▸ **ASSIGNMENT**:
Every entry should be reproduced precisely, with each picture left out.

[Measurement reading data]
▼
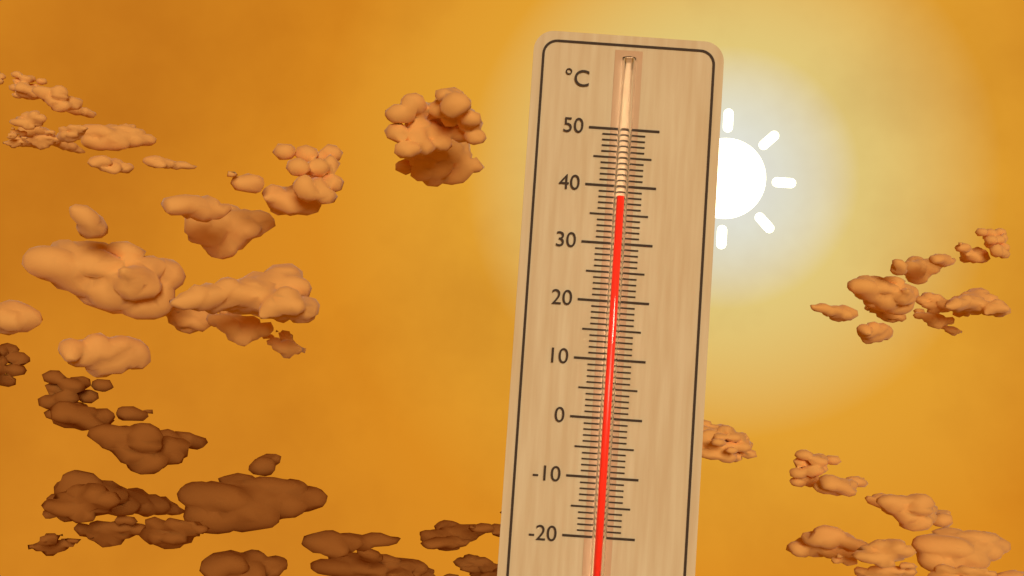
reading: 38 °C
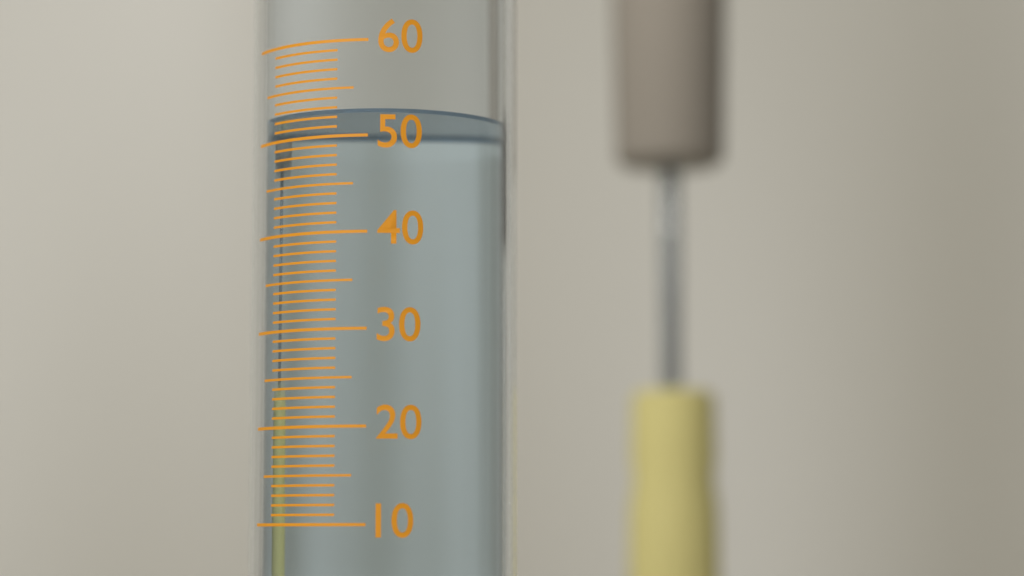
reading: 53 (no unit)
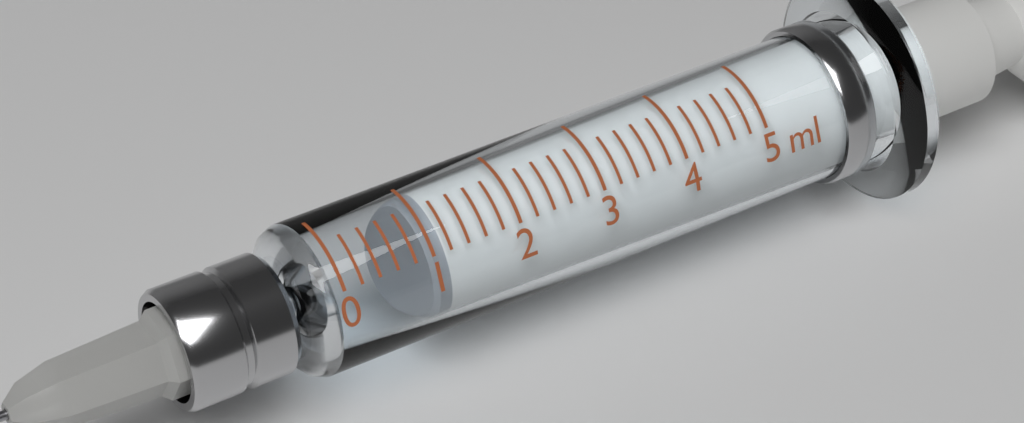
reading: 1.0 ml
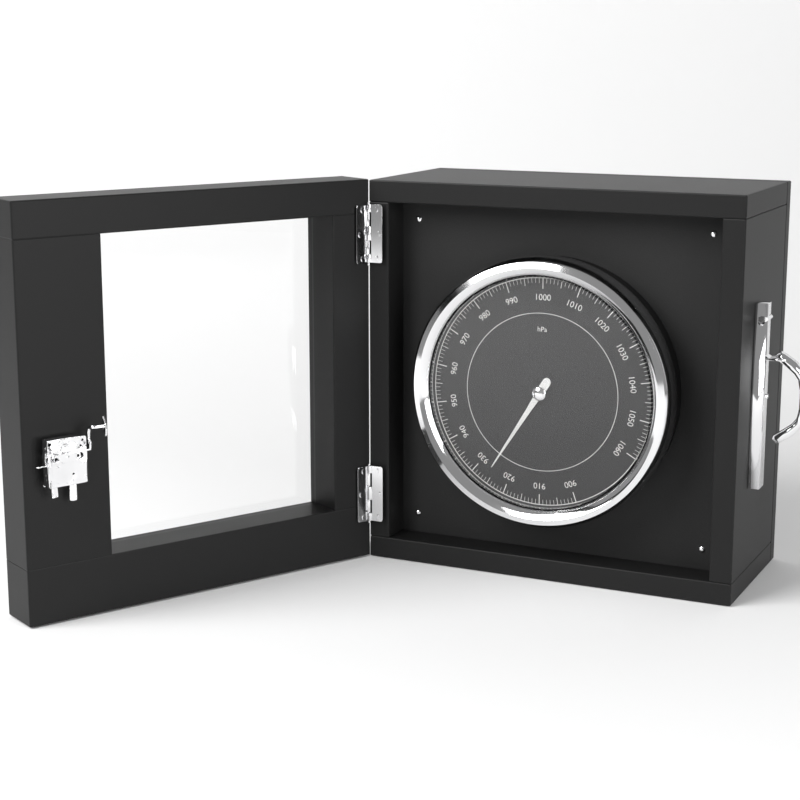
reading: 926 hPa
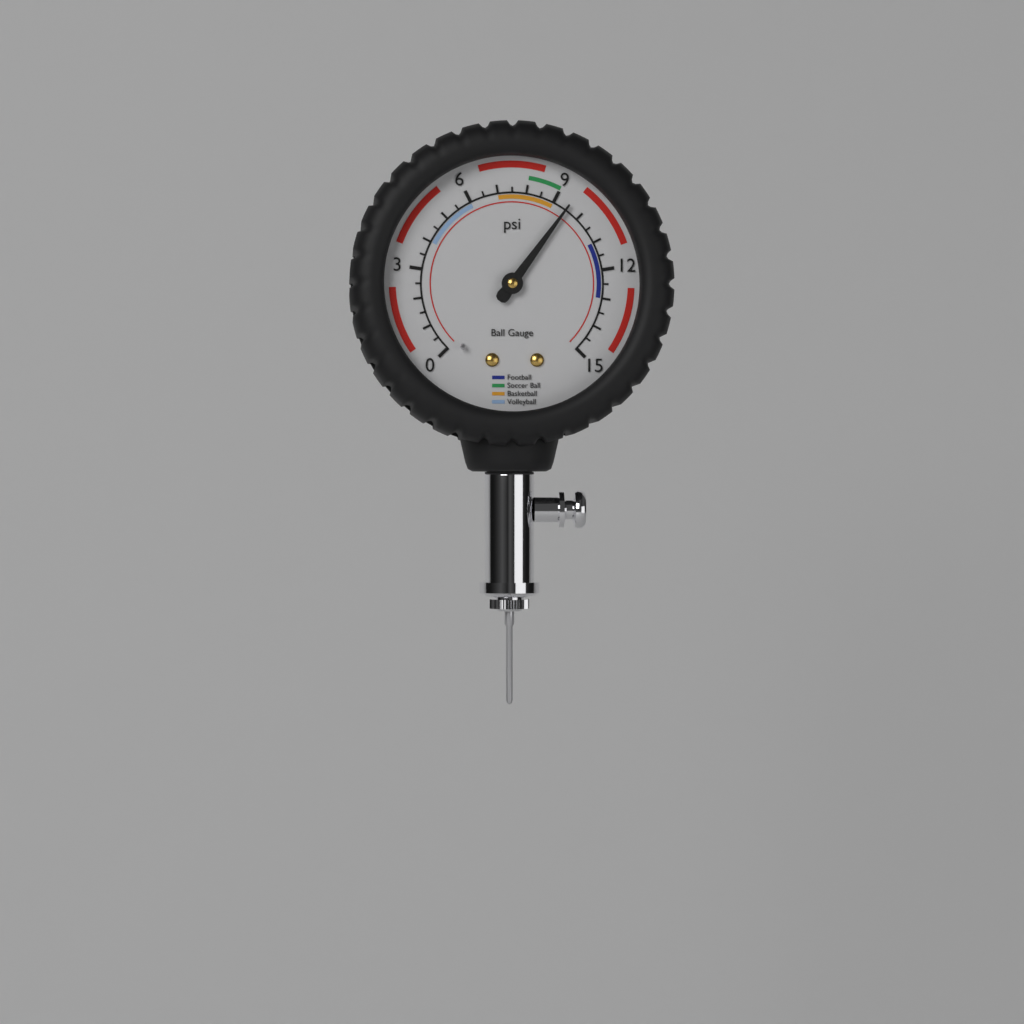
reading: 9.5 psi
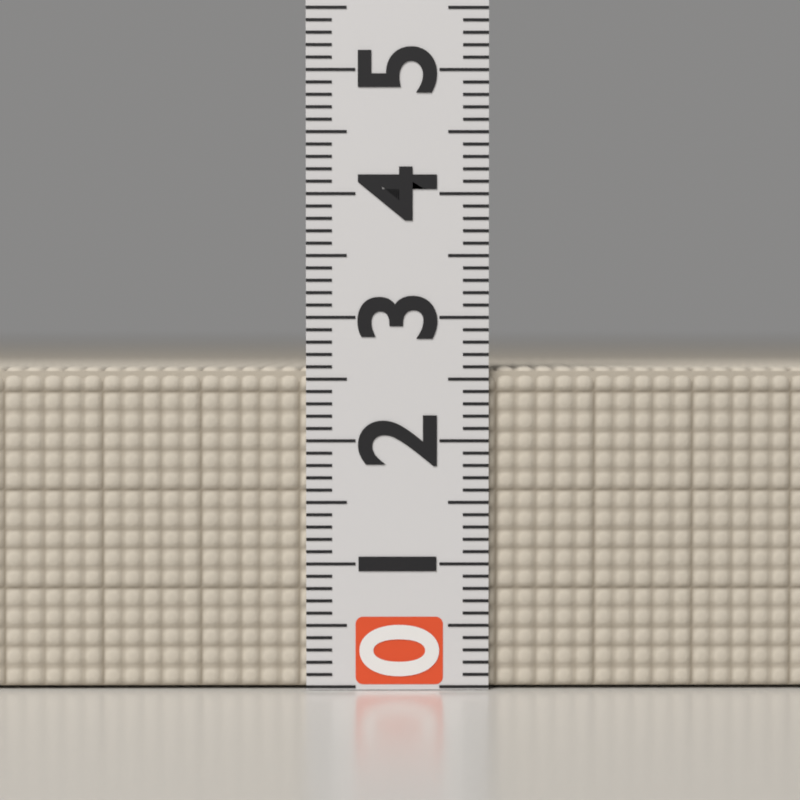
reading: 2.6 (no unit)
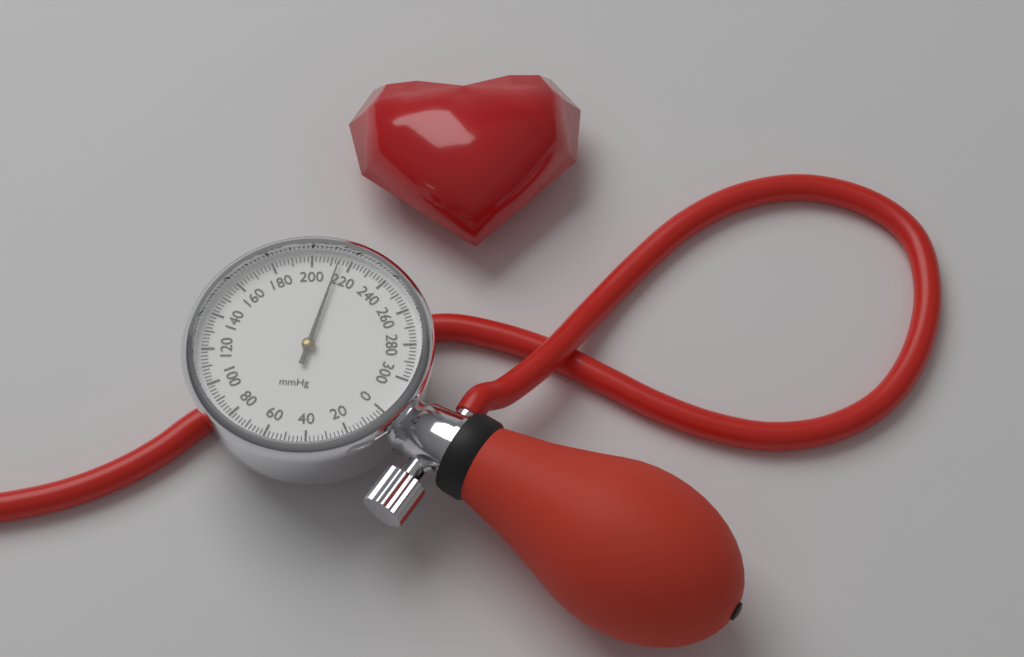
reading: 214 mmHg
▲
▸ **RESPONSE TO THE TASK**:
reading: 38 °C
reading: 53 (no unit)
reading: 1.0 ml
reading: 926 hPa
reading: 9.5 psi
reading: 2.6 (no unit)
reading: 214 mmHg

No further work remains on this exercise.